NAPLES, Fla. — One family in Naples could change the way you think about moving companies.
"We've been around for 54 years for a reason," said Cassandra Stready. "We take care of our customers."
Cassandra Stready walks us around Cleveland Bass Movers, just off Tamiami Trail in Naples. A moving company with a backstory that is much more than loading and unloading moving vans.
Even as business may have never been busier.
"Extremely busy, extremely busy," said Tim Stready, who calls himself "the boss" of this company, open since 1969.
Cleveland Bass Movers is entirely family-run, with a living room that welcomes anyone who walks in the front door. Cassandra Stready pointed to the furniture, the lamps and more than 100 bottles of wine, on display, as they needed a living space for when the kids are over.
Cassandra is the granddaughter of the founder, the late Cleveland Bass. Tim Stready is son and Cassandra's father.
The story of Cleveland Bass Movers goes back long before moving vans and endless boxes. For decades, Cleveland Bass was a Pullman porter. For 100 years, after the Civil War until 1968, Pullman hired Black men to work for the railroad, serving customers and clearing out sleeping cars. In a segregated world, this contact between different races gave people time together when, because of rail travel, all they had was time.
The Pullman porters are seen as a key development in the Black middle class and also influencing the Civil Rights Movement of the 1950s and 1960s.
Pullman reached the end of the line on December 31, 1968, leaving Cleveland Bass looking for his own next chapter.
"He had a very good friend, a well-known designer who said 'you should start your own business'," said Cassandra Stready. "He gave him $500 to buy a truck.

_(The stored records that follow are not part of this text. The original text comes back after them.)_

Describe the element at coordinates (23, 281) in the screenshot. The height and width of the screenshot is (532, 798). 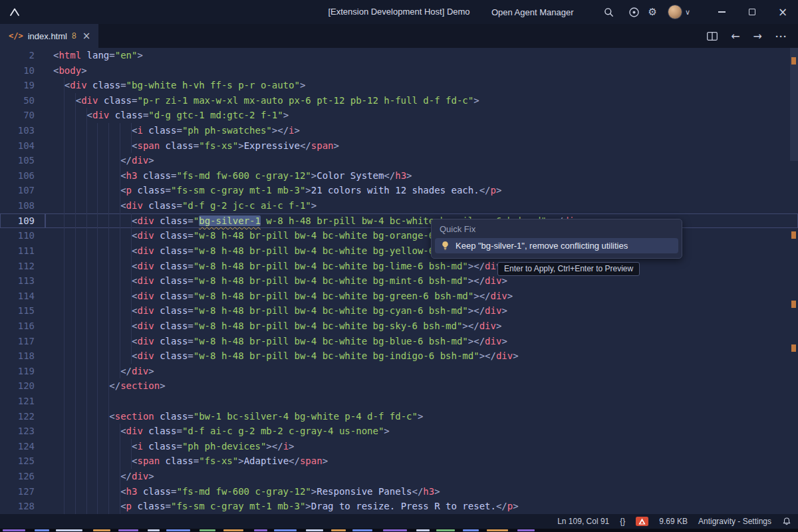
I see `line-number: 113` at that location.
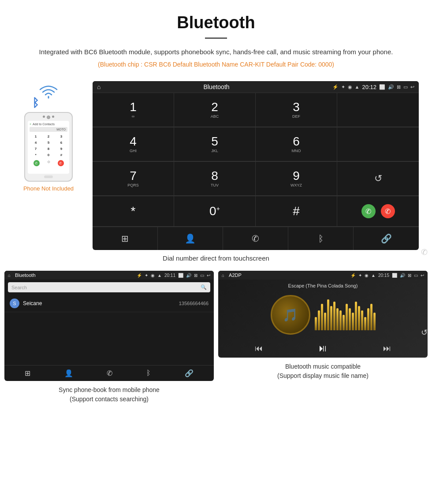 The height and width of the screenshot is (504, 432). What do you see at coordinates (125, 239) in the screenshot?
I see `car-toolbar-grid: ⊞` at bounding box center [125, 239].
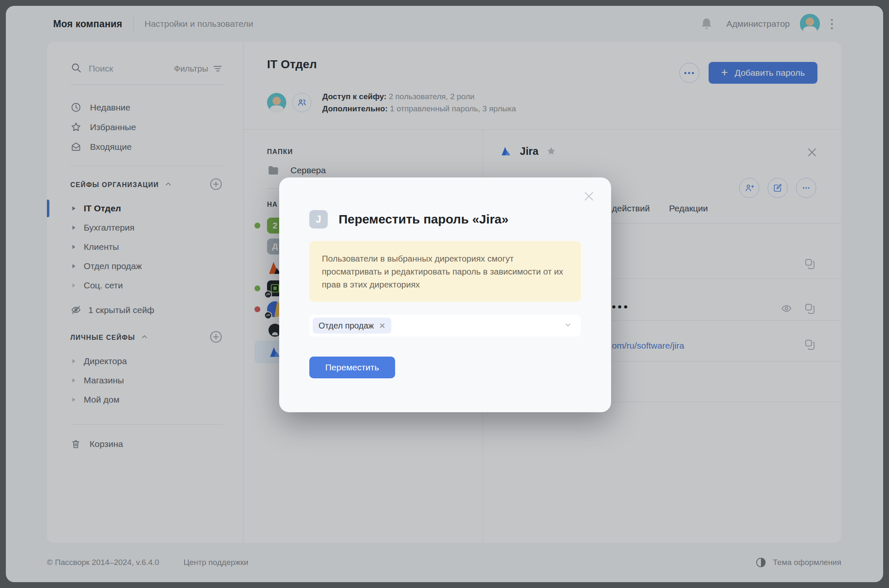 This screenshot has width=889, height=588. Describe the element at coordinates (445, 271) in the screenshot. I see `notice-box: Пользователи в выбранных директориях смо…` at that location.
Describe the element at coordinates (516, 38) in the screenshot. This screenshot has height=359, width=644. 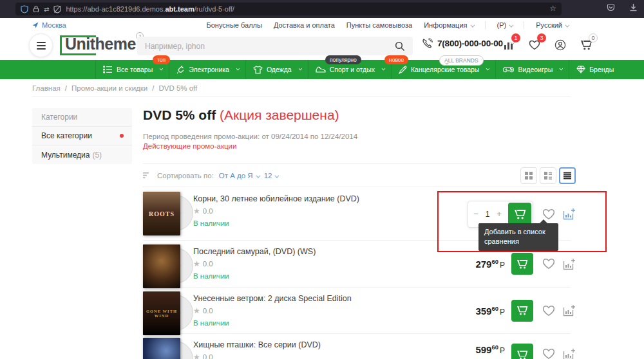
I see `compare-count-badge: 1` at that location.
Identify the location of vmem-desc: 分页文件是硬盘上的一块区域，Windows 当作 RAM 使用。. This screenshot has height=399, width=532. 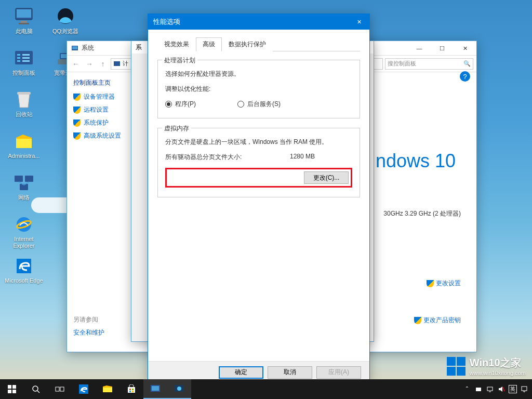
(259, 142).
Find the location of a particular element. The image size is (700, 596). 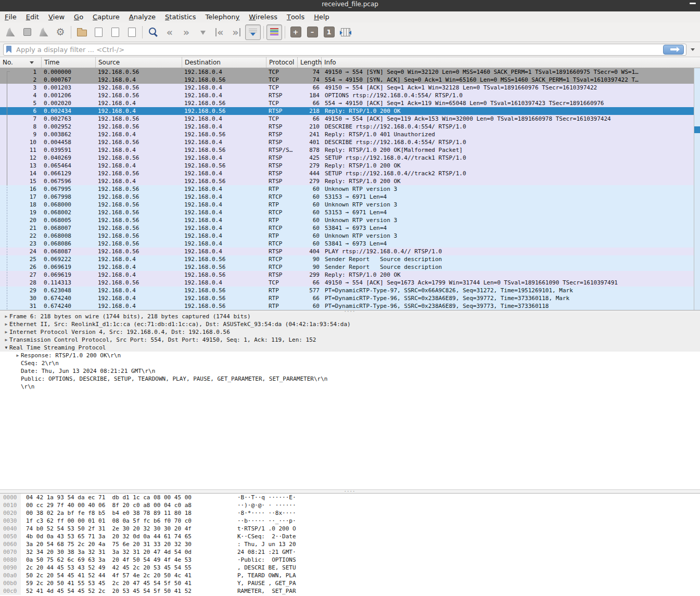

close-file-button is located at coordinates (115, 32).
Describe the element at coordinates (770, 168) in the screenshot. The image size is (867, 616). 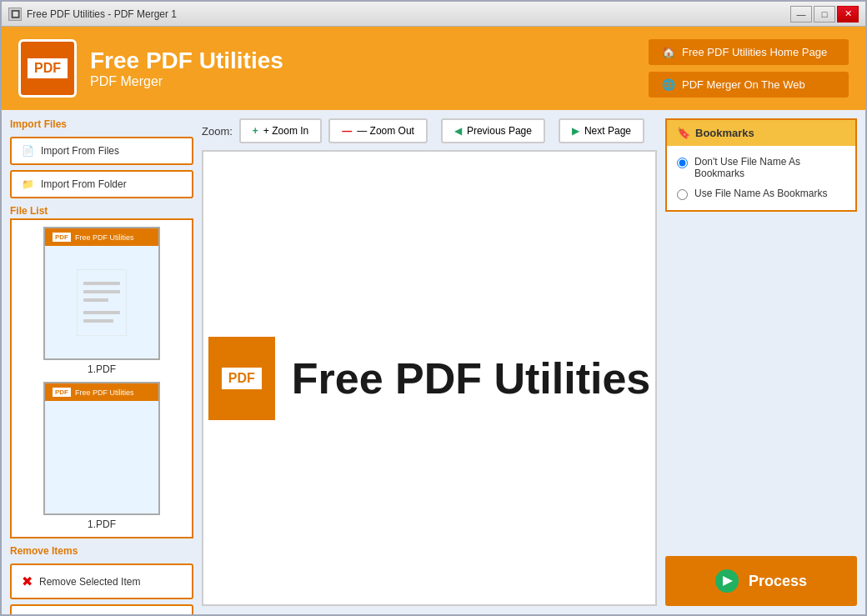
I see `bookmark-option1-label: Don't Use File Name As Bookmarks` at that location.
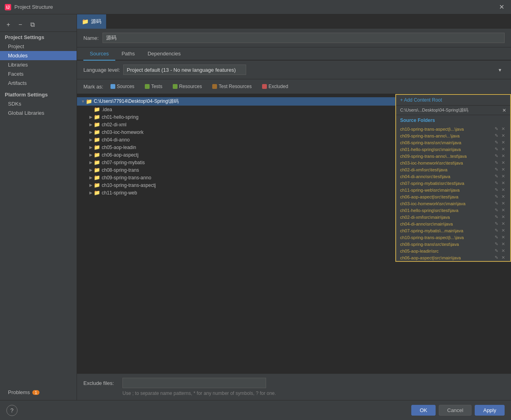 The image size is (511, 420). What do you see at coordinates (496, 230) in the screenshot?
I see `folder-edit-15: ✎` at bounding box center [496, 230].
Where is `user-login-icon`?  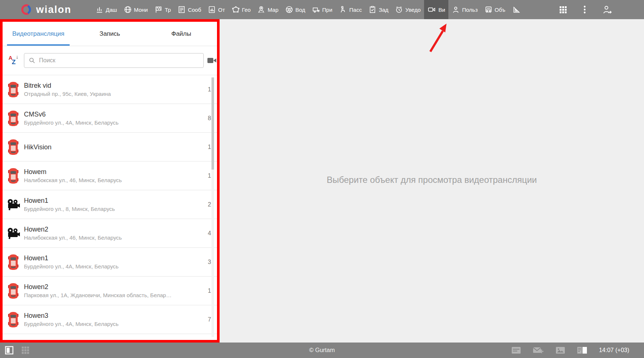 user-login-icon is located at coordinates (607, 10).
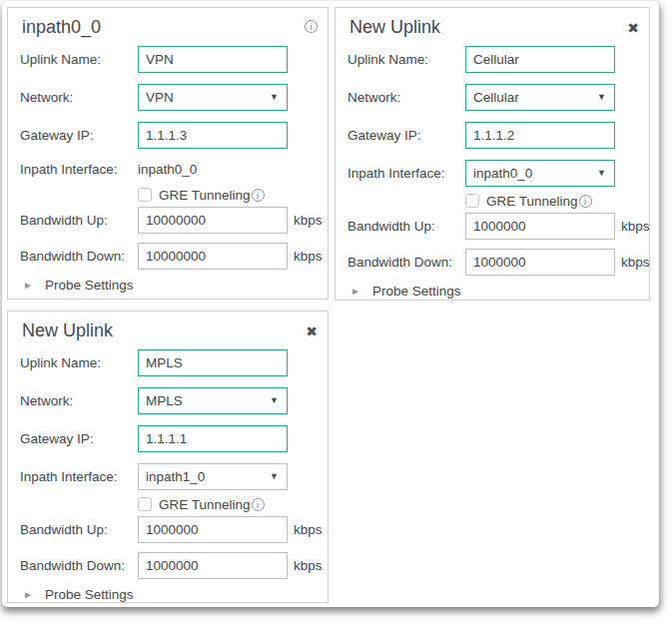  I want to click on inpath-interface-select: inpath1_0 ▼, so click(213, 477).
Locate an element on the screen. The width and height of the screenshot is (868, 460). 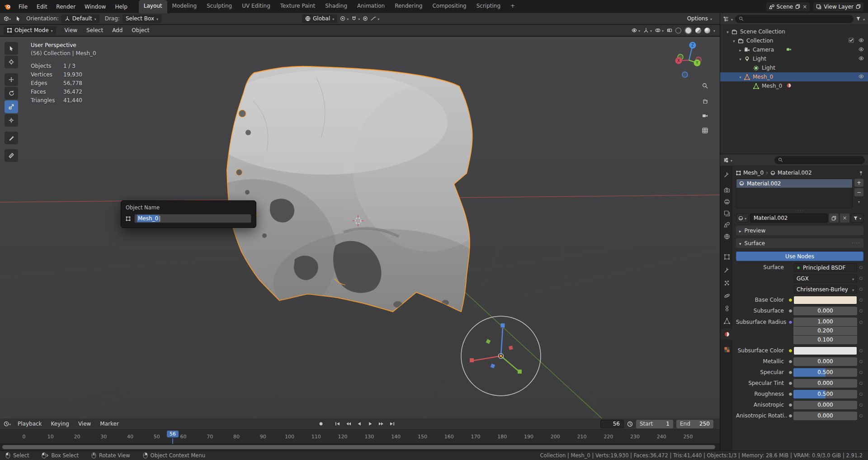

During that time, it was a lot of money."
That's how Cleveland Bass Movers started, a Black-owned business in Naples in 1969 it what was still a very different Florida.
"There was another van line in the city of Naples and they did try to run him out of town because they, basically, felt like he didn't belong," said Cassandra Stready. "The county commissioner, at that time, told them to, basically, leave my grandfather alone and let him thrive as a local business so that he can provide for his family."
Back to that word again.
Family.
That is who shows up for work each day at Cleveland Bass Movers, from the office to the loading dock to the break area where, during the rare down people, family gathers before the next move.
The phrase "planes, trains and automobiles" comes up from the 1987 comedy that took two people through the absolute worst scenario for Thanksgiving travel. Yet, in Naples, there are plenty of planes and automobiles.
Just remember the trains, like the Pullman that Cleveland Bass worked on for decades.
This Sunday, an event will help raise money for the Baggage Car Project over this final weekend for Black History Month. "Jazz on the Lawn" at Paradise Coast Sports Complex runs from 3 to 6 p.m., with the ticket revenue to help this project. Last year, when Naples and Collier County celebrated 100 years, the Collier County Museum also pushed to ensure the region's history and place in the Civil Rights Movement stays thriving for future generations.
That history fills the moving company, with pictures of Cleveland Bass and also his standards, to be on time and always be professional, as the company is well past a half-century of helping people in Southwest Florida reach the next stage.